Learned a new word reading this article about a rare brain condition. Aphantasia is strange ailment:
For such individuals, literature may produce facts but not visual representations. Arrakis isn't a planet of vast deserts but vast emptiness, Gandalf the Grey a colorless, featureless blob. Sunny beaches can't be visited in their imaginations but must remain on the office calendar until summer vacation. And while memories exist, they cannot be visually recalled except between scrapbook cellophane.
It made me wonder if there could be degrees of difficultly in producing visual representations for people and even for the same person over a period of time. As a child and young person, it was incredibly easy for me to escape into world of the book I was reading, be able to see myself as a character in the story as it unfolded. It used to be a full immersive experience. Today, it is orders of magnitude harder for me and I envy my peers who still have access to this wonderful escape.
I took the quiz on the topic and it turns out that I am somewhere on the scale where I do have ability to create mental images.

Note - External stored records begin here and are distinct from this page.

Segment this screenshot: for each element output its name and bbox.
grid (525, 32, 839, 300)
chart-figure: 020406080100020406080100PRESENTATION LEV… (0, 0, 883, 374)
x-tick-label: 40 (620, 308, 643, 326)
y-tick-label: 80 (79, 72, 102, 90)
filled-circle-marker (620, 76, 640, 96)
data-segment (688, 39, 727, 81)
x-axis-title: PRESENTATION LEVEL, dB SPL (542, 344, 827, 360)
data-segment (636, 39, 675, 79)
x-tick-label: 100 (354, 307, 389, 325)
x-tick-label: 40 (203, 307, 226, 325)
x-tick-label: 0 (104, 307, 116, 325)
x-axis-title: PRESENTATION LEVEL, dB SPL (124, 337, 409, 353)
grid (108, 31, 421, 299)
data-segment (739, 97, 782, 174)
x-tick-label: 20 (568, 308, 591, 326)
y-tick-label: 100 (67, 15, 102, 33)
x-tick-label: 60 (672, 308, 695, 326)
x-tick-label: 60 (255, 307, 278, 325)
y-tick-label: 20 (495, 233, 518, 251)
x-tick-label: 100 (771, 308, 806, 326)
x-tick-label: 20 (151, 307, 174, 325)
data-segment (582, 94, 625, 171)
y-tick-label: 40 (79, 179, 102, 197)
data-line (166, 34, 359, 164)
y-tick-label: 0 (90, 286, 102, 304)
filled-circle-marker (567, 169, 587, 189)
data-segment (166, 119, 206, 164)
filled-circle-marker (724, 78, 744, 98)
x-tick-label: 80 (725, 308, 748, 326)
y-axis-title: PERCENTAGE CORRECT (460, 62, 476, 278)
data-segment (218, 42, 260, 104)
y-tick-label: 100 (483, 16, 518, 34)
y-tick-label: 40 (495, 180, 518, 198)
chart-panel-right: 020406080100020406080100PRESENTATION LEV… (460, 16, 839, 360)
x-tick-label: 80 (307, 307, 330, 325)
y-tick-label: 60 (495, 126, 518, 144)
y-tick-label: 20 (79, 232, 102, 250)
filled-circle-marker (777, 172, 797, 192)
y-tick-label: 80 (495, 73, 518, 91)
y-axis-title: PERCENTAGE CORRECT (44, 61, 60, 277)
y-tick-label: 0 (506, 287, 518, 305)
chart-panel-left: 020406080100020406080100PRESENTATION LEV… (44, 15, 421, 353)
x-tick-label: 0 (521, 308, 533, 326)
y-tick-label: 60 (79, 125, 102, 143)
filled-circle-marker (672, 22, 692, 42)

Imaginative experiences vary greatly from person to person — there exists a wide spectrum from no mental imagery to hyper-vivid imagination. Both extremes have their pros and cons. Mental imagery can be a useful cognitive tool and an intrusive one, as you can probably imagine. What new research and ground-breaking discoveries into extreme imagination reveals is, — We all imagine differently and these invisible differences impact how we think, create, and dream.